§ **Exercise brief**
Scan the entries and copy each line where the word "located" is present.
★ ★ ★
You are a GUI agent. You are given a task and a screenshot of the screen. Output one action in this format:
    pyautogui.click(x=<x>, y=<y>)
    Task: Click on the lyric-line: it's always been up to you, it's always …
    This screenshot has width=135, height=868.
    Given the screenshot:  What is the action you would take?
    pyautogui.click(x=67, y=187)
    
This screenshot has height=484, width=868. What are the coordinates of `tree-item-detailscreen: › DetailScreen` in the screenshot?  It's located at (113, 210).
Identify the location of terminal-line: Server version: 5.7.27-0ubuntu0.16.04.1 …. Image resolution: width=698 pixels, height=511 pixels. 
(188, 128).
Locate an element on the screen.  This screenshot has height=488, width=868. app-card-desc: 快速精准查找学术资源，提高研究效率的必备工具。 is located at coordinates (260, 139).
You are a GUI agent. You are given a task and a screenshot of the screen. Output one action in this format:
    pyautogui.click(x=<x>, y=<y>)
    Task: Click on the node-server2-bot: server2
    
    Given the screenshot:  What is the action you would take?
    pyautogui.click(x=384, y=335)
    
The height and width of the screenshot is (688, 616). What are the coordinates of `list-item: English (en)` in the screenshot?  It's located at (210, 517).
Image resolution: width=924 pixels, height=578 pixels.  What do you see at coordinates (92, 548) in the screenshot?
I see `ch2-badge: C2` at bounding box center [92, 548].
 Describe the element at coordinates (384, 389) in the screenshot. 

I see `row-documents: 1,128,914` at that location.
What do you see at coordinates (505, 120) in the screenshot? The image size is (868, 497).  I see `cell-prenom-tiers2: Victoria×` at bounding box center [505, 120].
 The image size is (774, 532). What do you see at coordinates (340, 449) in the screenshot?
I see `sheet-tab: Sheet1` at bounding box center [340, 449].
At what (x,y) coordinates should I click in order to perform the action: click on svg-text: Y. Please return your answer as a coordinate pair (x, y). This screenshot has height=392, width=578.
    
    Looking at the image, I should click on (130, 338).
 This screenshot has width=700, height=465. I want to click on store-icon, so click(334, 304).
★ ★ ★
§ **Result**
This screenshot has height=484, width=868. What are the coordinates of `tree-item-detailscreen: › DetailScreen` in the screenshot?  It's located at (113, 210).
Locate an element on the screen.  This screenshot has height=488, width=868. app-card-desc: 快速精准查找学术资源，提高研究效率的必备工具。 is located at coordinates (260, 139).
The height and width of the screenshot is (688, 616). What are the coordinates of `list-item: English (en)` in the screenshot?  It's located at (210, 517).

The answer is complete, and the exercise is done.